Sen. Richard Blumenthal pledges to fight for community health centers
The federal cuts are far from final. It’s not clear which cuts in the House bill would survive the Senate and win approval from President Obama.
The National Association of Community Health Centers projected that Connecticut health centers would lose $3.75 million and 88 jobs, and that 61,150 patients would lose access to care if the cuts in the House bill are enacted.
On Monday, several CEOs said patients who can’t get care at health centers will likely end up going to emergency rooms, ultimately costing the health care system more money.
“It’s the patients, ultimately, who will suffer,” said Alfreda Turner, CEO of Charter Oak Health Center in Hartford. The health center is open 62.5 hours a week, but still gets close to 400 patients a week it can’t accommodate, she said. Charter Oak is in the midst of a $15 million renovation aimed at expanding its capacity to serve patients, including by adding 60 employees, but she said funding cuts could make it harder to treat more patients.
Marge Berry, CEO of East Hartford Community HealthCare, said the cuts would most likely mean decreasing hours and laying off staff. “We’ll still see them,” she said of the patients. “I don’t know how we’re going to do it.”
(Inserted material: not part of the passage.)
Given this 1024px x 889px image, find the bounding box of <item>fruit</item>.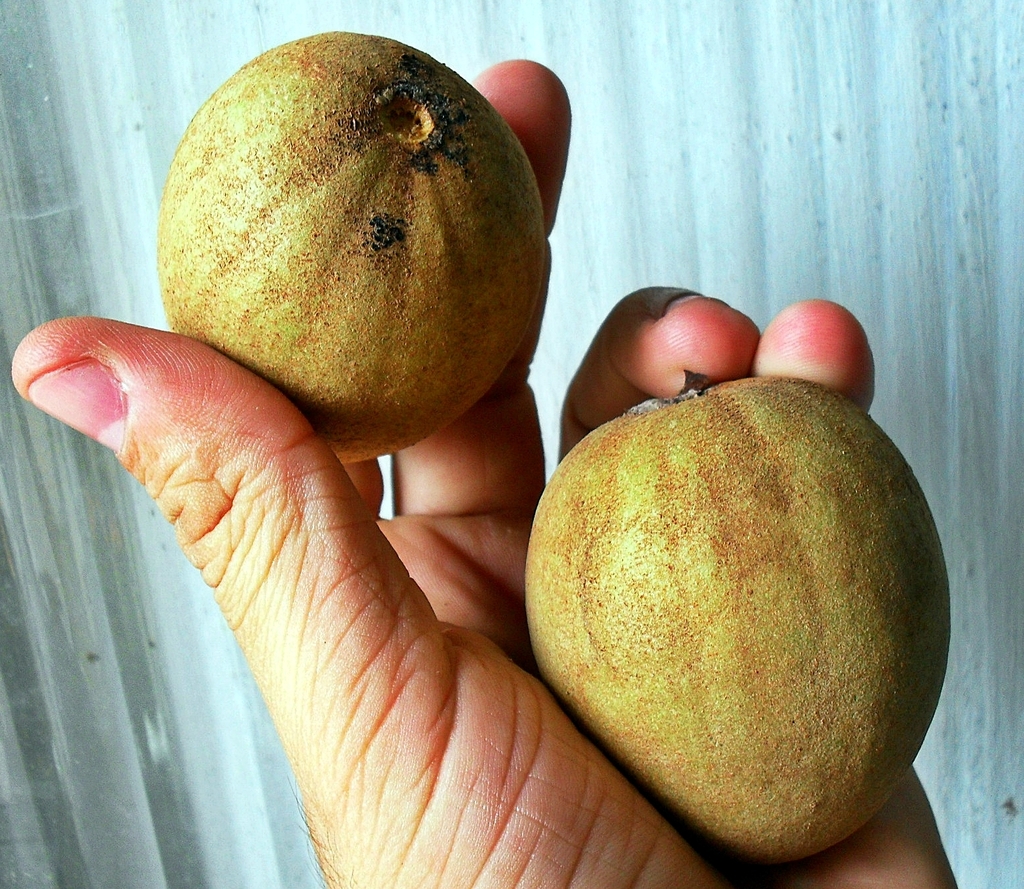
detection(528, 378, 954, 863).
Officials at Hartford’s Community Health Services are meeting Tuesday to develop contingency plans to determine what to cut, CEO Kenneth Green said. Expanded hours and a program that helps drug addicts stay clean are likely to be on the list. He said the prospect of budget cuts will make it even harder for health centers to recruit in-demand primary care clinicians.
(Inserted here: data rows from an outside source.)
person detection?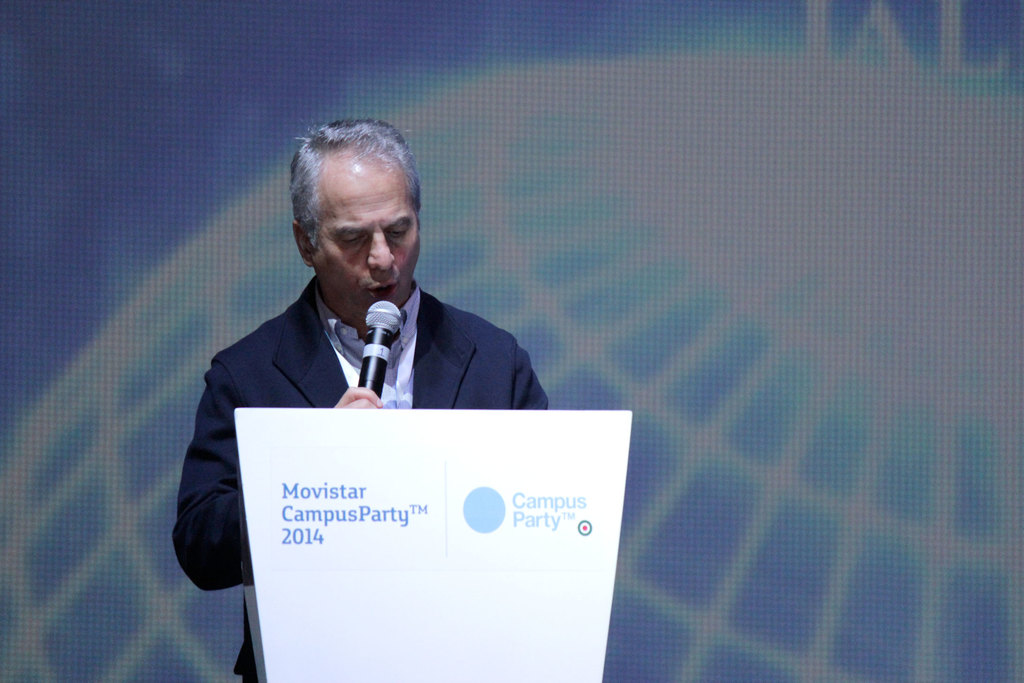
{"left": 174, "top": 104, "right": 577, "bottom": 642}
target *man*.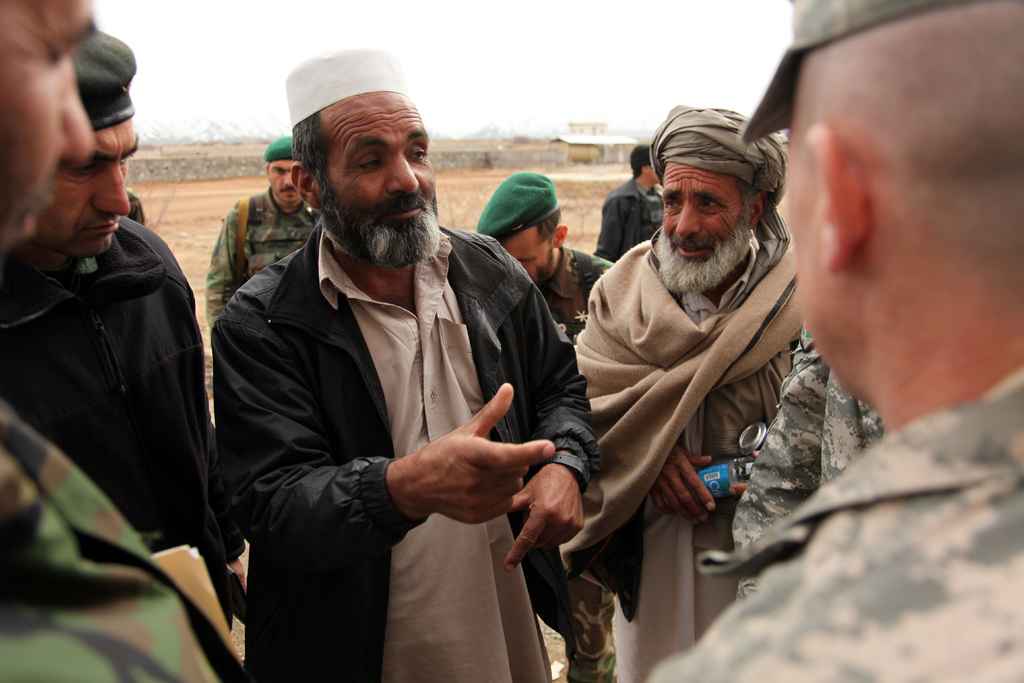
Target region: left=191, top=75, right=609, bottom=670.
One lawmaker who didn’t need to be convinced is Appropriations Committee co-chairwoman Sen. Toni N. Harp, D-New Haven, who works at the Cornell Scott Hill Health Center and sat in the audience during Blumenthal’s visit. When Blumenthal asked her to weigh in, Harp said health centers help keep people out of emergency rooms, get patients involved in wellness programs and address racial and ethnic health disparities.
“It’s really important that we don’t dismantle the system,” she said.
To argue against the proposed state cuts, the CEOs of two Bridgeport-based health centers planned to attend a Town Hall-style meeting with Malloy Monday night.
In the governor’s budget proposal, grants paid to the health centers would be cut by $3.8 million a year. Like hospitals, they would also lose state funding meant to help cover the cost of uncompensated care.
Office of Policy and Management Secretary Benjamin Barnes, Malloy’s budget director, called health centers “a big part of our health care landscape, especially for Medicaid recipients.” But he said the state must restrain health care costs, and said the way to do so is to pay health care providers less.
“We’ve elected to do that in the areas where we thought the providers would be best able to continue to provide care,” he said.
Barnes noted that health centers–known as federally qualified health centers, or FQHCs–receive higher rates for treating Medicaid patients than other providers. Like hospitals, they have also benefited from an increase in reimbursement rates from treating patients in a new Medicaid program for low-income adults, known as Medicaid LIA, that replaced a lower-paying state program.
“I’m not going to hide what we did to the hospitals and FQHCs,” he said. “We took money from them and we did it in those cases because we thought that those were the parts of the health care system that could afford that given what’s happened with LIA and what we need to do.”
Cuts in federal funding to health centers would change the environment, Barnes said. But he said the state must be selective in any efforts to make up lost federal funds.
“That same bill is taking hundreds of millions of dollars away from all kinds of other state programs,” he said. “I frankly don’t believe that the state of Connecticut is in a position to bail all those out.”